Meursault's actions reflect his inner self in many ways. He is the protagonist in the story. He emotionally really doesn't care about other people like is mother and Marie. Many events end up leading to the his murder of an Arab.
During his trial, there was no emotional attachment between him and his mother. That becomes a main focus of the prosecutor's argument that he is a monster.
Meursault is a young man living in Algiers. He receives a report of his mother Madame Meursault's funeral. He attends his mothers funeral, but he does not show any outward signs of appropriate grief. He returns to his home and immediately begins an affair with Marie Cardona, a former co-worker. After the weekend ends, he concludes that his mother's death has changed nothing. The banal rhythm of a Sunday afternoon remains exactly the same as it was before. He strikes up an acquaintance with Raymond Sintes, a local gigolo and pimp. Meursault unintentionally becomes involved in a dispute between Raymond and Raymond's mistress and her brother, the Arab. The dispute ends with Meursault's murder of the Arab. Meursault, who narrates The Stranger, does not offer an explanation for the murder. It is by all appearances completely without motivation. Nevertheless, society demands a rational explanation.
Meursault is arrested and brought to trial. During the trial, it becomes apparent that various members of the courtroom feel a need to explain the senseless, unmotivated killing. It refuses to convict him of the murder without imposing a rational explanation onto the event, which allows for a moral condemnation of the killing. Without a justification for moral condemnation, punishment for the murder lacks a rational basis. Unfortunately, Meursault ends up being tried and sentenced to death more on the basis of his atheism and lack of emotional attachment to his mother than on the basis of anything logically connected to the murder. By the end of the trial, the court construes his lack of emotional attachment to his mother as an explanation of the murder, and vice versa. Together, the two justify the prosecutor's definition of Meursault as a "monster."
Meursault's predicament develops Camus's philosophy of the absurd--that humans tend to impose a rational order on the world in the face of evidence that the world is absurd. He focuses on the dilemma of acceptance of the absurd without succumbing to despair. Meursault becomes the Absurd Hero when he can accept the absence of a rational basis for his death sentence without succumbing to despair. Hope is merely a distraction from the short time he has left. Meursault develops an optimism without hope, which allows him to make the most of the short life he has left.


## DIRECTIONS FOR THIS TASK:
Read the records below and copy each line that contains "proceeded".

## EXERCISE MATERIAL:

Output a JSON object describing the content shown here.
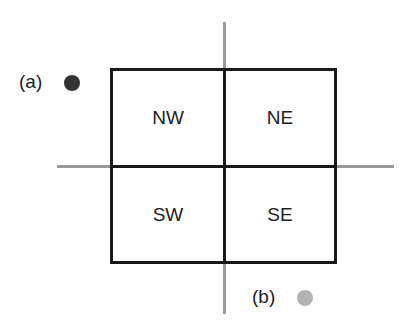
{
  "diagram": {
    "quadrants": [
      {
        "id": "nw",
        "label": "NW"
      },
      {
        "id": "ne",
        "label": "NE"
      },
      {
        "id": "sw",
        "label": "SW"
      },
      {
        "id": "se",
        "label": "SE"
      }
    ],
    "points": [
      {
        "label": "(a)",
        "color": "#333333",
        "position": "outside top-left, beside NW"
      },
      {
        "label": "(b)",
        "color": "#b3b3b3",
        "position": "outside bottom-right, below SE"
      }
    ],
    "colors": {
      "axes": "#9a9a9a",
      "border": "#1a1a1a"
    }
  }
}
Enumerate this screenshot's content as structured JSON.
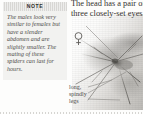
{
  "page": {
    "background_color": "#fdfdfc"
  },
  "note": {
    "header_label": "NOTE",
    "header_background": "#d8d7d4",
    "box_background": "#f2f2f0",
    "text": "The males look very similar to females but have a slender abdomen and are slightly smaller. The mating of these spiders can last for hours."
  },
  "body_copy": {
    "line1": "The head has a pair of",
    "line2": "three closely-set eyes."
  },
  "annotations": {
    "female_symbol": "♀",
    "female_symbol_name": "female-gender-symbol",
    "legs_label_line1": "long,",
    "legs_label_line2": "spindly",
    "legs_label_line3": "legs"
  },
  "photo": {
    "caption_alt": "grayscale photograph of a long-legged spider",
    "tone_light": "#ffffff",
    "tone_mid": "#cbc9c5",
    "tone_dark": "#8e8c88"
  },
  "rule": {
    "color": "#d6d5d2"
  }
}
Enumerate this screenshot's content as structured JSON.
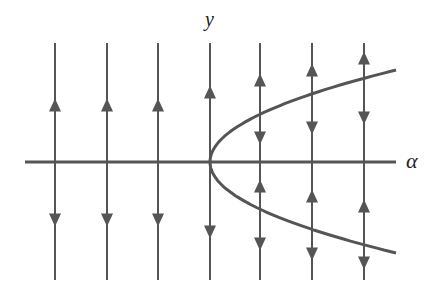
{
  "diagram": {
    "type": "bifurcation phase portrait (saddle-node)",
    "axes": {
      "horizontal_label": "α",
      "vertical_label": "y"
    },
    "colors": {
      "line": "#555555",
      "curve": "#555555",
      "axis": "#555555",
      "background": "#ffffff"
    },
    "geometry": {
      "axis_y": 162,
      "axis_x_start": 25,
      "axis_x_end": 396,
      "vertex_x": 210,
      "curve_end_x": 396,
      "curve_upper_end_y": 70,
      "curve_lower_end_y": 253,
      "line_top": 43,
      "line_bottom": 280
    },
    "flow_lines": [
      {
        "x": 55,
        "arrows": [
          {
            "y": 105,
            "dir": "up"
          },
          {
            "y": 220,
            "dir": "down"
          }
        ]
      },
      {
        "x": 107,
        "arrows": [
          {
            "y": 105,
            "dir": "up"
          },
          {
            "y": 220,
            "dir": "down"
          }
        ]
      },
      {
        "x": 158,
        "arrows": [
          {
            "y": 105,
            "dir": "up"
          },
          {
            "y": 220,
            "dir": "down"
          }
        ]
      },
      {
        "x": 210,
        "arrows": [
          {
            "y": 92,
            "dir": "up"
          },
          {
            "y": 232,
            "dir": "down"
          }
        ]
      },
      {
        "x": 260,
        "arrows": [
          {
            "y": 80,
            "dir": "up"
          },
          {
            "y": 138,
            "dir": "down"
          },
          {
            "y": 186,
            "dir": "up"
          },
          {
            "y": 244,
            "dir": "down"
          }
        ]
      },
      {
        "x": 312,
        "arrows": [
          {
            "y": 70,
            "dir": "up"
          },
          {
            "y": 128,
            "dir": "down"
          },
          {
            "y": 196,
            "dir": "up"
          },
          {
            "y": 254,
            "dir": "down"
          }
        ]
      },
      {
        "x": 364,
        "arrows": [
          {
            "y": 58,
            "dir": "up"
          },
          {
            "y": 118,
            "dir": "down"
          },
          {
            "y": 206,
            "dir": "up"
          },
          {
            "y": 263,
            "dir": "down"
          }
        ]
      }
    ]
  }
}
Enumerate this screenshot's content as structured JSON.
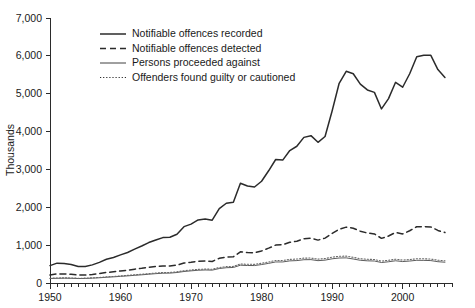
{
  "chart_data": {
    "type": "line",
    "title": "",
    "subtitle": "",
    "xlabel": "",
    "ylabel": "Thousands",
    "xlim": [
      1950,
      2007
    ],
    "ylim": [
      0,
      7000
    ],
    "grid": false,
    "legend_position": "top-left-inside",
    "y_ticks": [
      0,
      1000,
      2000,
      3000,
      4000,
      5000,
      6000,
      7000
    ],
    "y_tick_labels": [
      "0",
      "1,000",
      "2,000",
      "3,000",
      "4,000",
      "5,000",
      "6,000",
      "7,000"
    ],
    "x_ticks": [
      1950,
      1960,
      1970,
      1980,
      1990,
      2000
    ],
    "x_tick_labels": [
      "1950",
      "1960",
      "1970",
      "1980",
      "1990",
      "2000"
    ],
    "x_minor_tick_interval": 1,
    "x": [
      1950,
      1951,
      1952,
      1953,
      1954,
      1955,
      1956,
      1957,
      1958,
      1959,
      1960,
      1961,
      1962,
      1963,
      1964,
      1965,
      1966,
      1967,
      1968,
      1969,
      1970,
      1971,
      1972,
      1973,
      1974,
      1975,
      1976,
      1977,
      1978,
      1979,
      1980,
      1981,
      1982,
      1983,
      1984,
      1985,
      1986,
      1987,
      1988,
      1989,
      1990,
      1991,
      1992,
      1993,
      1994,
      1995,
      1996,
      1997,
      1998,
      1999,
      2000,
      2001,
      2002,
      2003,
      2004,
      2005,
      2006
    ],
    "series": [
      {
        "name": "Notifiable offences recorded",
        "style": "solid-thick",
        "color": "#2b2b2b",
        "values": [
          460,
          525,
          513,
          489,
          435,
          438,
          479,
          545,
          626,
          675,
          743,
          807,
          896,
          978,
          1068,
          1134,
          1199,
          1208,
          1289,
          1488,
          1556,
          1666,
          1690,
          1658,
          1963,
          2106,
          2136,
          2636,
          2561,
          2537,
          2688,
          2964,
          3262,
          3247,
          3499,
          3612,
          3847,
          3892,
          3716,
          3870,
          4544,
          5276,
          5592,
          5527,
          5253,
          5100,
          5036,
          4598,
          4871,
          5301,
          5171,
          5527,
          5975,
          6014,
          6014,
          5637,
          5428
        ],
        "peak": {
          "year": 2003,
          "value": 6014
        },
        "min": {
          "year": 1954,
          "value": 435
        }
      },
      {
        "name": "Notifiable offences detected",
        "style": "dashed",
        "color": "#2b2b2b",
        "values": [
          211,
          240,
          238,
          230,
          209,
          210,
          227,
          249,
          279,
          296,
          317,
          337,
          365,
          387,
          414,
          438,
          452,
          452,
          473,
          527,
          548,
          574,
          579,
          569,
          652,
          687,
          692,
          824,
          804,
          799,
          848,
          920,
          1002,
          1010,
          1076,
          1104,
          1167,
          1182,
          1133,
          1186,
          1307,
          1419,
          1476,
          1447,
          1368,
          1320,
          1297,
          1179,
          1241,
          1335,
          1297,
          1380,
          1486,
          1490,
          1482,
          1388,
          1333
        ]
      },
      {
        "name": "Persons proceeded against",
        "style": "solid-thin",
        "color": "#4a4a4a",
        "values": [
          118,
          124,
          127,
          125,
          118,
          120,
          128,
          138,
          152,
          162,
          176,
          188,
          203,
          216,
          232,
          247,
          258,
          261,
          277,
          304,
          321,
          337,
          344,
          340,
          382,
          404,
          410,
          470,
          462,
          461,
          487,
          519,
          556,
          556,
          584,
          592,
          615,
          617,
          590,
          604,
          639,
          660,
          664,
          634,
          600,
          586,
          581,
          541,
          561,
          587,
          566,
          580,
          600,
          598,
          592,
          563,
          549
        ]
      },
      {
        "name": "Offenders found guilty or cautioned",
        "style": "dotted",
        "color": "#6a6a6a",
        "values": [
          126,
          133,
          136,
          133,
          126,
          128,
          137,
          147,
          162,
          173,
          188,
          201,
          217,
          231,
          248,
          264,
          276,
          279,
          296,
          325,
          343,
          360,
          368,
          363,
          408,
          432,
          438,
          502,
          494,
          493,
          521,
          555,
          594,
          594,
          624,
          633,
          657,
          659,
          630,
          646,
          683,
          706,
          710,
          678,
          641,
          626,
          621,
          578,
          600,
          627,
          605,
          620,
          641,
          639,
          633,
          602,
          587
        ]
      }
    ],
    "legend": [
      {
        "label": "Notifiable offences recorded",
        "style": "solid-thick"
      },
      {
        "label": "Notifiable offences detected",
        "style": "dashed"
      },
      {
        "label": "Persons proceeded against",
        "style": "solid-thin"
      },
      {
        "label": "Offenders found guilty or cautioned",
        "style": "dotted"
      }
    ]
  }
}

## ANSWER TO THE PROBLEM:
        "name": "Persons proceeded against",
        "label": "Persons proceeded against",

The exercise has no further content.